Magic for Beginners
By Kelly Link
Reviewed by Emberly Nesbitt
This second collection of short stories by Kelly Link, author of Stranger Things Happen, is hauntingly good and insistently memorable. A group of villagers live in a ‘faery’ handbag, a family’s possessions become possessed, and a boy possibly talks to a probably dead television character through a telephone in a booth he’s inherited in Nevada. Short stories are a tricky genre, most people read a story in passing and then forget it right away, but Kelly Link’s stories in Magic For Beginners are long on imaginative drive and tend to lodge right between the solar plexus and the funny bone where you can’t help but remember them.
Link’s voice is wry and understated, which creates balance for the magical and the out-of-left-field-ness of her vision. You believe her in the story “The Faery Handbag” when she tells you “Before the raiding party arrived, the village packed up all of their belongings and moved into the handbag,” and then you believe her again when she extracts a promise from you that you won’t believe a word of what she says. Link is interested in idiosyncrasies of thought; she mixes beautifully strange tales of the inner life with the otherworldly visitations of villagers and rabbits and giant science fiction spiders. Out of life’s ordinary messes – death or marital tension – she creates a sort of Buffy the Vampire Slayer meets This American Life and in the telling also makes you feel as if you are listening to myths you somehow missed growing up.
The stories are littered with real kickers: In “Stone Animals,” which appears in this year’s Best American Short Stories, a woman finds herself living in a haunted house in the country while her husband commutes to work in the city. She finds a “gas mask in a box of wineglasses, and also six recent issues of The New Yorker, which she still might get a chance to read someday. She put the gas mask under the sink and The New Yorkers in the sink. Why not? It was her sink. She could put anything she wanted into it. She took the magazines out again and put them into the refrigerator, just for fun.” In a later story, the titular tale, a teenage boy visiting Las Vegas with his mother observes, “People are walking up and down the sidewalks. Some of them look normal. Others look like they just escaped from a fancy-dress ball at a lunatic asylum. Jeremy hopes they’ve just won lots of money and that’s why they look so startled, so strange. Or maybe they’re all vampires.” The descriptions are delightful, not in the least because they pull up and pin down passing thoughts and bring fanciful notions front and center, but because they make you feel less alone in your own strange little life with your own odd passing thoughts.
Kelly Link’s story collection is alive and kicking. At once wonderfully loopy and tangential, she comes full circle like a sharp rap at the door to make a point. And you won’t soon forget her visit.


_Task prompt_. Collect all lines from the listing that include the string "italy".

Extracted material Block Start

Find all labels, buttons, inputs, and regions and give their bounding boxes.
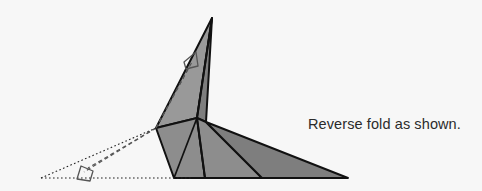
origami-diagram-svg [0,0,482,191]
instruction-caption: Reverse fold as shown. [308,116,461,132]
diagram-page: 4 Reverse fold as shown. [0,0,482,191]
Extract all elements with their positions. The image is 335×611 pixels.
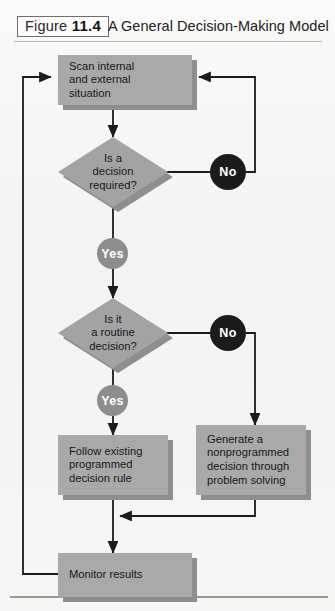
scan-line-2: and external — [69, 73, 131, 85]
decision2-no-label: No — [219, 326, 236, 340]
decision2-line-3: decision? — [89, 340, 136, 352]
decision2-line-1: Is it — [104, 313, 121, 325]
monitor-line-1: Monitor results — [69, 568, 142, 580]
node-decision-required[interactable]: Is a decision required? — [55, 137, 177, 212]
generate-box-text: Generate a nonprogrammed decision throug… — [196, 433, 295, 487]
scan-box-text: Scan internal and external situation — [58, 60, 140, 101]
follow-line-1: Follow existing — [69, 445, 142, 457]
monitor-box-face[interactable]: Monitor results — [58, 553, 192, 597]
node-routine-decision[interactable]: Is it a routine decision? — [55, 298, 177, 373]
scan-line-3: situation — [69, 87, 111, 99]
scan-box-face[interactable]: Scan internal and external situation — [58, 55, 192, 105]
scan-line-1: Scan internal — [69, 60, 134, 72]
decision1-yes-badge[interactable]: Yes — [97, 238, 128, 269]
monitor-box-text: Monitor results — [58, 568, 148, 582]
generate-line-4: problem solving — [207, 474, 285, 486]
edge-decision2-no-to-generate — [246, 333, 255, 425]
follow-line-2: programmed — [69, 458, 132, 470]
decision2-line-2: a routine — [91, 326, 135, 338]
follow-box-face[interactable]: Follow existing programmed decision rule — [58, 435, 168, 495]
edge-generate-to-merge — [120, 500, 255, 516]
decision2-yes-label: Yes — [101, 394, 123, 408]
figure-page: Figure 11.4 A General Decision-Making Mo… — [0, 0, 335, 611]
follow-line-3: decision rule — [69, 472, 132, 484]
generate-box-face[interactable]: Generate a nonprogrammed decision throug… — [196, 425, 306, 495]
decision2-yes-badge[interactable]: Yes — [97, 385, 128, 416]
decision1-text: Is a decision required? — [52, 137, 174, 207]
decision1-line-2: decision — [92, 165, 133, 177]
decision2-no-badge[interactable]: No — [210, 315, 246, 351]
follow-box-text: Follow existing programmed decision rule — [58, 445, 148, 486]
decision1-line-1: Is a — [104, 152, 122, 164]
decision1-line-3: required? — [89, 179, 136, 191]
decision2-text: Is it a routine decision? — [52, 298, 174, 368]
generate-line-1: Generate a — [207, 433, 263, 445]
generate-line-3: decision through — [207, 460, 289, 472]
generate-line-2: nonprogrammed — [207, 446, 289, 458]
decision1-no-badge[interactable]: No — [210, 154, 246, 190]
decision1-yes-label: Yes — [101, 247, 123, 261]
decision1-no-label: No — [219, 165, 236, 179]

Extracted material Block End
Extracted material Block Start

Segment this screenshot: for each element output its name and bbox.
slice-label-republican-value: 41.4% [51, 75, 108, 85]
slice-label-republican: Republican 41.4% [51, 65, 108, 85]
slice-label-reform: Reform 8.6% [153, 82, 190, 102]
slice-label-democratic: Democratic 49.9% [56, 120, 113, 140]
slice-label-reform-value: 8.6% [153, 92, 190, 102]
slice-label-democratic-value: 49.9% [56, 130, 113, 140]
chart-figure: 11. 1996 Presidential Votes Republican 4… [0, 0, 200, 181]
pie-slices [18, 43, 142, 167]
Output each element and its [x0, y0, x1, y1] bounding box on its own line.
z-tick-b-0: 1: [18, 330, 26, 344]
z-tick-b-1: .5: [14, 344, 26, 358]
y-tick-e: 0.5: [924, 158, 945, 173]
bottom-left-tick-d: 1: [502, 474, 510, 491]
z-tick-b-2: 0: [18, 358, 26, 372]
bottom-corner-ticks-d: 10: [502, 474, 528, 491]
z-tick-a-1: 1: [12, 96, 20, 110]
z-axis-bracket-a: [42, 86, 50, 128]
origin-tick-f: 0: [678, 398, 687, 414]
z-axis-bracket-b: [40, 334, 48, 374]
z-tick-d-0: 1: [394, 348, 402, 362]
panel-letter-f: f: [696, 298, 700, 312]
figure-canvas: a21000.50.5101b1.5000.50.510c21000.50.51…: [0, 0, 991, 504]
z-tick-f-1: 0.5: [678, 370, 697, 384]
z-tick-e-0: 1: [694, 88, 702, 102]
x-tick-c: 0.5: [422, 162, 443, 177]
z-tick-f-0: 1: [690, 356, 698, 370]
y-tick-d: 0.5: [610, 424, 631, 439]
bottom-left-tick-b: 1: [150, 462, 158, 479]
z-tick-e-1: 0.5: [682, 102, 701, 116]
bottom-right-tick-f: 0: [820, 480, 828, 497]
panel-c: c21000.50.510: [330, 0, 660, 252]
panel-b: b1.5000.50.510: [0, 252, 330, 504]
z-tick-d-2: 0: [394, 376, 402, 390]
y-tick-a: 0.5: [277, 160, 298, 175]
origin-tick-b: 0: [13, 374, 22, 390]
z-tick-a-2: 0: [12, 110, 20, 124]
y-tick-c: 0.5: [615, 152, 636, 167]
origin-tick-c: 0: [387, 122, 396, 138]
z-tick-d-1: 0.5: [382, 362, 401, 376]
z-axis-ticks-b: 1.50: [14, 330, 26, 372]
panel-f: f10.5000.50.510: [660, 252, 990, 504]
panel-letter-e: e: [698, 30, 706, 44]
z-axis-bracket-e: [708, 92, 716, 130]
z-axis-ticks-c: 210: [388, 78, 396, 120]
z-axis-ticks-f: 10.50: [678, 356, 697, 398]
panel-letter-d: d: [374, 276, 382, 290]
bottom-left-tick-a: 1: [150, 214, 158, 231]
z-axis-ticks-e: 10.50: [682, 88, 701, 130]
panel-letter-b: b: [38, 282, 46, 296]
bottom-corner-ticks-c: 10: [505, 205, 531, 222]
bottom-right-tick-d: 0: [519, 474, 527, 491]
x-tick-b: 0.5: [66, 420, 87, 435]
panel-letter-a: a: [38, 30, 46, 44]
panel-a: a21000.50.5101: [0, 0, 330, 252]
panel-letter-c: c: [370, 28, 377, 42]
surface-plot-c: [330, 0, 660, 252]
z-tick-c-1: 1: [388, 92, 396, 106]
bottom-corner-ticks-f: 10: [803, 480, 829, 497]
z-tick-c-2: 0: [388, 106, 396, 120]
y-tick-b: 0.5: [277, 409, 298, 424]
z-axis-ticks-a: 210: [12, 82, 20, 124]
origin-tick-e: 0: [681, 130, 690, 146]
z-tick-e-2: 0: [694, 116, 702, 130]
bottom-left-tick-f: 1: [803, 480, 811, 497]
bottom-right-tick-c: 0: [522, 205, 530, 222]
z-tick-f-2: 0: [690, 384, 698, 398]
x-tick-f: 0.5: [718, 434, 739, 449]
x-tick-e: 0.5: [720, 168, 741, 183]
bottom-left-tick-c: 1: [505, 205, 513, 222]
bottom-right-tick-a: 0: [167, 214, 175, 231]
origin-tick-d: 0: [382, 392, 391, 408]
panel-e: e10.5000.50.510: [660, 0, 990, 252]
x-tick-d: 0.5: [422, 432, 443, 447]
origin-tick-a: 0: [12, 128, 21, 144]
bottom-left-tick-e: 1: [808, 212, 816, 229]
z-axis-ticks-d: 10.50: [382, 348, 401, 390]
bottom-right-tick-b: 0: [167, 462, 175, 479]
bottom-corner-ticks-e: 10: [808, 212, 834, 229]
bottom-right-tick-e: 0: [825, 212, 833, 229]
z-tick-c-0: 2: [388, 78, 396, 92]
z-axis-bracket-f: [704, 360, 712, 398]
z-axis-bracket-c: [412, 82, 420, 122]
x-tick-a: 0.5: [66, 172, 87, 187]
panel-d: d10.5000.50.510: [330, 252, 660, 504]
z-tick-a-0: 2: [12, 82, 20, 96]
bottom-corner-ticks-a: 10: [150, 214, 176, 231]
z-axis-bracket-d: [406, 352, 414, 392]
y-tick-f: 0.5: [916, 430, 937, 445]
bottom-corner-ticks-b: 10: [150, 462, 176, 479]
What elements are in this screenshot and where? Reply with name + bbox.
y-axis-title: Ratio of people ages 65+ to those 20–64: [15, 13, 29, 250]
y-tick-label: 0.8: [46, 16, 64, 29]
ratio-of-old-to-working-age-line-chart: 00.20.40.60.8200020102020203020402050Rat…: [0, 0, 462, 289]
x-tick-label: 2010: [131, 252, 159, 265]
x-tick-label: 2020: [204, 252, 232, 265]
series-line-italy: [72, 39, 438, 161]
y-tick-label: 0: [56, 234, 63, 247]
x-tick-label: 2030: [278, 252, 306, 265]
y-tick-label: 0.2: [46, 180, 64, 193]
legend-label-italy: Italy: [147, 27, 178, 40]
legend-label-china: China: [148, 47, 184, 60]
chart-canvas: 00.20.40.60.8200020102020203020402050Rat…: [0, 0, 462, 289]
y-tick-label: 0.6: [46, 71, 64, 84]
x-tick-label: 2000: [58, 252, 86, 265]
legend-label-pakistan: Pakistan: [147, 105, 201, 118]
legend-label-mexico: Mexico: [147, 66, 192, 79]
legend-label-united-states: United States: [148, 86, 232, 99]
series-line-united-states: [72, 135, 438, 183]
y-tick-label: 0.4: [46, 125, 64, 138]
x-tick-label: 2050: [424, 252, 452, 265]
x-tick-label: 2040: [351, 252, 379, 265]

Extracted material Block End
Extracted material Block Start

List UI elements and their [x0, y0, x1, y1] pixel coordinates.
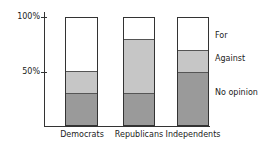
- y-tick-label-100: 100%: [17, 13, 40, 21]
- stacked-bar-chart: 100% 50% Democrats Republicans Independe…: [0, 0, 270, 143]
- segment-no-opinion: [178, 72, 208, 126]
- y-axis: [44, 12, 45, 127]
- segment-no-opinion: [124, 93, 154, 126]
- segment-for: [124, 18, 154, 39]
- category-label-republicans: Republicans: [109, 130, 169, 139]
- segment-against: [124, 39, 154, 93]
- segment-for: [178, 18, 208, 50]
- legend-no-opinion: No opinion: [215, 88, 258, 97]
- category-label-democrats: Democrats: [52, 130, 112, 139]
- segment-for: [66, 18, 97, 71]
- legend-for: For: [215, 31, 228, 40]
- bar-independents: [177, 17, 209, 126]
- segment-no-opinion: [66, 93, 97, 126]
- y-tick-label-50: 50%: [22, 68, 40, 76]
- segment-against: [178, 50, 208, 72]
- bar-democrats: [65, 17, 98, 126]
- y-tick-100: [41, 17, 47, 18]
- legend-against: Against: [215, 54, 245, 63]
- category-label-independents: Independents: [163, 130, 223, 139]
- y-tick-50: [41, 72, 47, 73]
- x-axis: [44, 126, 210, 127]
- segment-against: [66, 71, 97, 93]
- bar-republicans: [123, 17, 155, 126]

Extracted material Block End

_Answer to the problem_.
series-line-italy: [72, 39, 438, 161]
legend-label-italy: Italy: [147, 27, 178, 40]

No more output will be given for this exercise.